You raise some good points but I think from the YC perspective the year is in 2 halves. Easter to October - sailing season - lots of visiting yachtsmen who visit - members having a quick bite / drink before or after sailing.

The rest of the year it very quiet. Even going into the club when doing maintenance can be an issue. I'll do it if we're afloat as I need the launch to get to the boat and the carpark to leave the car. When she's ashore I'm not going to drive for 15 minutes from Bursledon to Hamble for a sarnie.

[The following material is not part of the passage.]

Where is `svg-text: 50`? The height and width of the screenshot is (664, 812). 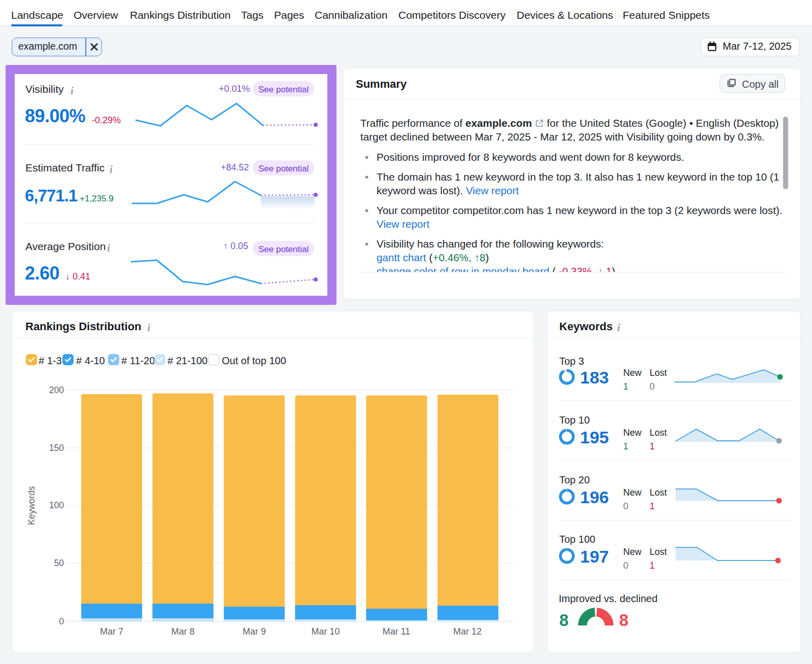 svg-text: 50 is located at coordinates (59, 563).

Clubs therefore need something to drag in the punters. Talks from esteemed guests ( take a bow Dylan,) will bring in some but they need variety. One or two black tie events a year will drag in plenty of people and appeal to a different crowd. I think many ladies ( being sexist) like an excuse to dress up / buy a nice dress - blokes have it easy - just wear the DJ you already own. Make it the event where prizes are awarded ( i.e. laying up or fitting out) and you get plenty of takers.

Through in some themed events, Halloween / bonfire night, xmas party, New years eve party, Burns night, Valentines night, Easter etc and you get the basis for income throughout the year. I don't think many people have an issue with those events being governed by a dress code as wherever you go, things are.

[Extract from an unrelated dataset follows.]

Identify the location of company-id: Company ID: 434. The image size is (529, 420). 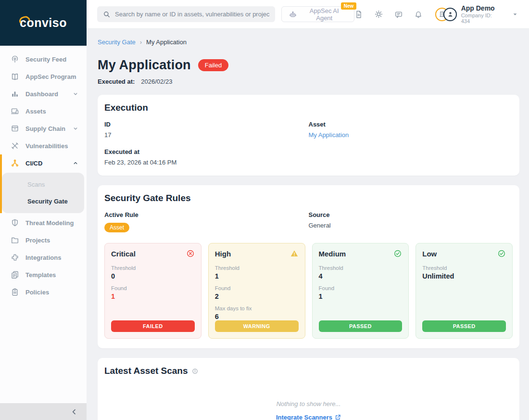
(481, 18).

The issue I think most people have is the blanket rule when there isn't a special event on. Fortunately my own club doesn't have one ( well not that i'm aware) but then I don't see people looking indecent.

Archaic rules such as no jeans are really pointless IMHO and reflect attitudes of decades ago when jeans where the youth clothing. My 73 year old mum now wears them so that hardly applies - just that some clubs are perhaps stuck in the dark ages. They will get to the point where the old fashioned nature of the club puts off young potentials who fail to join, resulting in the club getting more out of date and less appealing, losing membership and eventually failing.
 

DanTribe

Well-known member
Joined
8 Jan 2002
Messages
5,331
Location
Essex
Visit site
I visited a surf life saving club in Oz which had a strict "no beachwear" rule which I found a bit odd.
Shirts with collars and shoes for blokes. Ladies had to have their shoulders covered, shorts just about tolerated.
Really it had become a lunch club and casino for retirees rather than a Surf Club.
 

Viking

New member
Joined
23 Jan 2002
Messages
1,063
Location
Ålesund, Norway.
Visit site
I arrived in Norway and joined the local yacht club. I asked a member if I could be introduced to one of the clubs officers! I was greeted by a gentleman, who finding out I was English, looked me up and down and said quite firmly " This is NOT the kind of yacht club you will find in England. This is a hands-on club"! And true to his word he was right! I've had over 15 years with a most enjoyable club..With little or no dress-code! I guess this thread was what he meant!